Originally posted by Paul Bonham
Originally posted by Paul Bonham
Originally posted by Paul Bonham
GM Joel Benjamin gave out the awards and after the ceremony we went out together to a nearby pub. Joel was employed by IBM and was part of the original deep blue team that defeated a hapless Garry Kasparov in 1997. He had given a talk that night on the controversy surrounding that event. I remember walking to the pub with him and I told him about research I had been working on to use Genetic Algo's on parallel computers to self train a chess engine. I had downloaded the source code to a chess program called crafty and had also downloaded source code a GA used for solving the knapsack problem in 1994(!). I had mentioned that some degree of success with this technique had been used with backgammon.
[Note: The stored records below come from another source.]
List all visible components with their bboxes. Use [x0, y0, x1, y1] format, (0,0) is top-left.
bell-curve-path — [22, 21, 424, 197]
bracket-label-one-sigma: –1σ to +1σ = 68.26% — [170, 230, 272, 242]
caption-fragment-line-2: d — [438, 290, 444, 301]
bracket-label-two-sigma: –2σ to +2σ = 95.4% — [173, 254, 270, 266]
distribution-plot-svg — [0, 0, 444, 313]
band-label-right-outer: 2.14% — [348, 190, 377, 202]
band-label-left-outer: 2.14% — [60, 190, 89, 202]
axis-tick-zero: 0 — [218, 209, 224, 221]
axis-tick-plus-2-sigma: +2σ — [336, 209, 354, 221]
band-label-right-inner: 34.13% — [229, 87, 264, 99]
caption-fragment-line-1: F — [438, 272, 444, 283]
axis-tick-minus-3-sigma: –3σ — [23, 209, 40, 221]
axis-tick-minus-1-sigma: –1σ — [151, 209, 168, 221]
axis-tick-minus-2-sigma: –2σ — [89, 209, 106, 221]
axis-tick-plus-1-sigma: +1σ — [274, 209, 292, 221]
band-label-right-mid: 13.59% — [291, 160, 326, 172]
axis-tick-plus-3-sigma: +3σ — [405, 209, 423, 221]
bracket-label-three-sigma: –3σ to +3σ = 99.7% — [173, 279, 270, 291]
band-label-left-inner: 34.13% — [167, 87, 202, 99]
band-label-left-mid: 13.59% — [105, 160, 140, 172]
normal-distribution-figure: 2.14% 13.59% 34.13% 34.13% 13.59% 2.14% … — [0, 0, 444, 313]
His reply was "and so???" I said to him "that when you have a methodology that employs random tries and via trial and error that evolves a solution ,that more closely resembles true AI then the mechanical brute force approach together with preprogrammed evaluation functions used by chess engines." I was mildly surprised at the time at his skepticism. My idea was that if you had enough computers in parallel you might be able to make the thing work. Of course the break through was effectively marrying a GA (MTCT) to a NN and learn via testing patterns rather then move by move. Go programming language was another helpful creation (2007) that makes it easier to spawn of separate threads on separate CPU's, in paralell you simply add the statement GO but I digress.
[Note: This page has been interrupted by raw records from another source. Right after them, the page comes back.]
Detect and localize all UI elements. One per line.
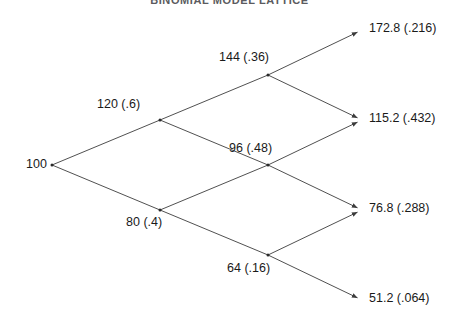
lattice-node-dot-n1u xyxy=(159,119,162,122)
lattice-edge-n2ud-to-n3c xyxy=(268,165,357,208)
lattice-edge-n2dd-to-n3d xyxy=(268,255,357,298)
lattice-edge-n1d-to-n2dd xyxy=(160,210,268,255)
lattice-edge-n2uu-to-n3a xyxy=(268,32,357,75)
lattice-node-label-n1d: 80 (.4) xyxy=(126,216,162,229)
lattice-node-label-n3a: 172.8 (.216) xyxy=(369,22,436,35)
lattice-edges xyxy=(52,32,357,298)
lattice-node-dot-n2dd xyxy=(267,254,270,257)
lattice-edge-n2ud-to-n3b xyxy=(268,122,357,165)
lattice-node-dot-n1d xyxy=(159,209,162,212)
lattice-edge-n1u-to-n2uu xyxy=(160,75,268,120)
binomial-lattice-figure: BINOMIAL MODEL LATTICE 100120 (.6)80 (.4… xyxy=(0,0,459,330)
lattice-node-dot-n2ud xyxy=(267,164,270,167)
lattice-node-dot-n0 xyxy=(51,164,54,167)
lattice-node-label-n2dd: 64 (.16) xyxy=(227,262,270,275)
lattice-node-dots xyxy=(51,74,270,257)
lattice-edge-n0-to-n1d xyxy=(52,165,160,210)
lattice-node-label-n3d: 51.2 (.064) xyxy=(369,292,429,305)
lattice-node-label-n0: 100 xyxy=(26,158,47,171)
lattice-node-label-n1u: 120 (.6) xyxy=(97,98,140,111)
lattice-edge-n0-to-n1u xyxy=(52,120,160,165)
lattice-node-label-n2ud: 96 (.48) xyxy=(229,142,272,155)
lattice-node-label-n3c: 76.8 (.288) xyxy=(369,202,429,215)
lattice-node-dot-n2uu xyxy=(267,74,270,77)
lattice-edge-n2dd-to-n3c xyxy=(268,212,357,255)
lattice-edge-n1d-to-n2ud xyxy=(160,165,268,210)
lattice-edge-n2uu-to-n3b xyxy=(268,75,357,118)
lattice-node-label-n3b: 115.2 (.432) xyxy=(369,112,435,125)
lattice-node-label-n2uu: 144 (.36) xyxy=(219,51,269,64)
My point is that although all those years ago this was considered to be a very wild idea but, there was evidence that GA's work in areas like robots that taught themselves to walk or as mentioned backgammon. So even by your definition I am more of a fan of "out of the box" thinking then you might think but I am a fan of ideas being supported by at least some evidence.
Jeff Bezos's vision was supported by evidence of rapid acceleration of revenues . It was obvious to many that ironing out the economics of fulfillment was only a matter of time as evidenced by the billions of dollars of investment poured into the company both in the form of debt and equity by many who agreed with his out of the box vision.